Focused on measurement and quantification, as well as technological adjustments as a goal, these processes provide capitalism with one more opportunity to appropriate discourse that is critical of the system—in this case discourse about environmental destruction—and thus generate new sources of accumulation and legitimation. These processes are developed and implemented using a power structure that involves scientific groups, the corporate sector, governments, big conservation organizations, multilateral financial institutions and UN agencies, such as the Convention on Climate Change and Biodiversity. The strategy now is not to deny the harmful nature of industrial extraction, but to recognize it and claim that it is possible to offset—in order to get ahead in the race for ‘environmental resources.’

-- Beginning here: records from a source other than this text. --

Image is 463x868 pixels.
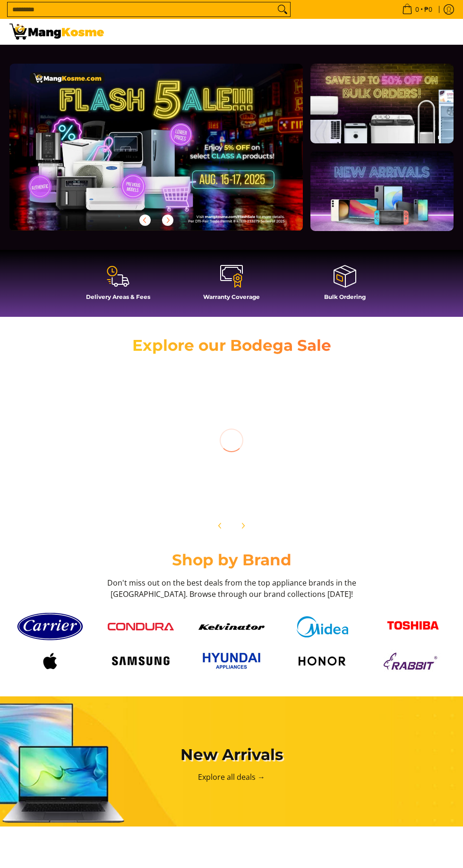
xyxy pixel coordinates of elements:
[380,649,446,673] img: Logo rabbit
[292,294,397,300] h4: Bulk Ordering
[10,374,90,455] img: Air Conditioners
[114,19,453,45] nav: Main Menu
[380,614,446,640] img: Toshiba logo
[66,294,170,300] h4: Delivery Areas & Fees
[114,481,168,501] a: Shop now
[10,609,90,644] a: Carrier logo 1 98356 9b90b2e1 0bd1 49ad 9aa2 9ddb2e94a36b
[198,649,265,673] img: Hyundai 2
[135,210,156,230] button: Previous
[100,374,181,455] img: Refrigerators
[10,550,453,570] h2: Shop by Brand
[180,294,283,300] h4: Warranty Coverage
[294,481,349,501] a: Shop Now
[414,6,420,13] span: 0
[22,481,78,501] a: Shop now
[289,649,355,673] img: Logo honor
[107,623,173,630] img: Condura logo red
[210,515,231,537] button: Previous
[282,374,363,455] img: Electronic Devices
[10,63,333,246] a: More
[372,649,453,673] a: Logo rabbit
[17,609,83,644] img: Carrier logo 1 98356 9b90b2e1 0bd1 49ad 9aa2 9ddb2e94a36b
[282,616,363,638] a: Midea logo 405e5d5e af7e 429b b899 c48f4df307b6
[289,616,355,638] img: Midea logo 405e5d5e af7e 429b b899 c48f4df307b6
[66,264,170,307] a: Delivery Areas & Fees
[100,652,181,671] a: Logo samsung wordmark
[190,623,272,630] a: Kelvinator button 9a26f67e caed 448c 806d e01e406ddbdc
[375,840,415,846] span: Save ₱10,695
[274,3,290,16] button: Search
[10,649,90,673] a: Logo apple
[372,374,453,455] img: TVs
[198,623,265,630] img: Kelvinator button 9a26f67e caed 448c 806d e01e406ddbdc
[198,465,265,474] a: Small Appliances
[423,6,434,13] span: ₱0
[372,614,453,640] a: Toshiba logo
[114,465,166,474] a: Refrigerators
[17,649,83,673] img: Logo apple
[232,515,253,537] button: Next
[406,465,420,474] a: TVs
[399,4,434,14] span: •
[107,652,173,671] img: Logo samsung wordmark
[18,465,82,474] a: Air Conditioners
[104,577,358,600] h3: Don't miss out on the best deals from the top appliance brands in the [GEOGRAPHIC_DATA]. Browse t...
[180,264,283,307] a: Warranty Coverage
[10,23,104,39] img: Mang Kosme: Your Home Appliances Warehouse Sale Partner!
[157,210,178,230] button: Next
[100,623,181,630] a: Condura logo red
[190,374,272,455] img: Small Appliances
[122,336,340,355] h2: Explore our Bodega Sale
[286,465,358,474] a: Electronic Devices
[190,649,272,673] a: Hyundai 2
[198,772,265,782] a: Explore all deals →
[285,840,321,846] span: Save ₱1,650
[385,481,440,501] a: Shop now
[292,264,397,307] a: Bulk Ordering
[204,481,258,501] a: Shop now
[282,649,363,673] a: Logo honor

However, it is clearly impossible to offset the negative effects of extractive capitalism. And even if it were possible, there is not enough land on the planet for the number of projects that are being proposed. That land, that territory, is already occupied. It is not possible to expand fossil fuel production and mining, or to increase agribusiness productivity, while utilizing these same sectors to combat climate change or guarantee environmental protection. In practice, we have seen that constantly prioritizing the extractivist model, the logic of extraction-exportation of goods, colonialism and neocolonialism, and racism and patriarchy leads to the expropriation of bodies-territories and traditional, indigenous and peasant communities—especially in the Global South. It is a process that creates new territorial configurations which allow for the intervention in, and appropriation and use of, territories.

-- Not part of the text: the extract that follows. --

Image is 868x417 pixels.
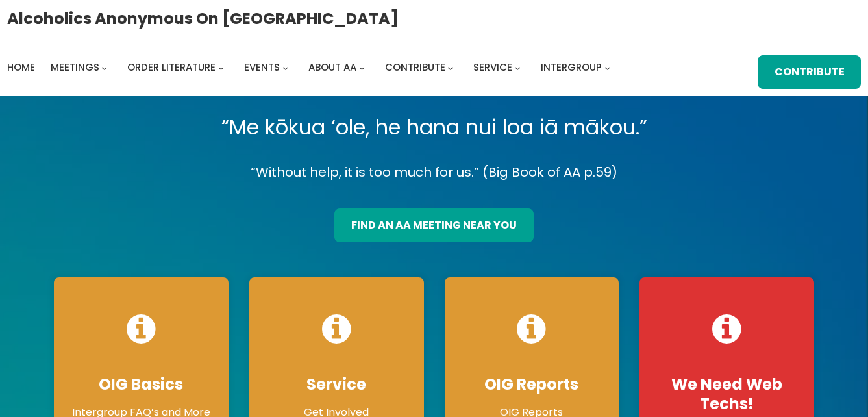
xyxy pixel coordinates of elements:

It is therefore necessary to reflect on the following questions: What are the concrete effects of these processes on territories, ways of life, and the ways in which we perceive and relate to the environment? What problems are we actually trying to solve when we talk about ‘nature-based solutions?’ Are we talking about the environment for communities, for people who actually protect it and show us that another, non-capitalist, way of life is possible? Or are we talking about the environment for business, death and destruction? The current coronavirus pandemic is one more element that can help us answer this...

Fabrina Furtado
Professor in the Department of Development, Agriculture and Society (DDAS, by its Portuguese acronym) and the Graduate Program in Social Sciences in Development, Agriculture, and Society (CPDA, by its Portuguese acronym) of the Federal Rural University of Rio de Janeiro (UFRRJ, by its Portuguese acronym).

(1) See here for more information.
(2) UNFCCC. Paris Agreement. 2015, p. 4. Accessed December 2020.
(3) IFC, International Finance Corporation, Guidance Note 6: Biodiversity conservation and sustainable management of living natural resources. 2019.
(4) VALE. Sustainability. Carbon Neutral. 2020. Accessed November 2020.
(5) International articulation of those affected by Vale. Unsustainability Report. 2015. Accessed March 2021.
(6) For more information, see the Movement of Dam Affected People.
(7) CI. Conservation International – BP Alliance. 2021. Accessed March 2021.
(8) For more information, see REDD-Monitor, Carbon colonialism in the Alto Mayo REDD project in Peru. An interview with Lauren Gifford on Earth Watch
(9) SWYNGEDOUW, Erik. Apocalypse Forever? Post-political Populism and the Spectre of Climate Change. Theory, Culture & Society. SAGE, Los Angeles, London, New Delhi and Singapore. Vol. 27, n. 2-3, 2010. p. 213-232, p. 3.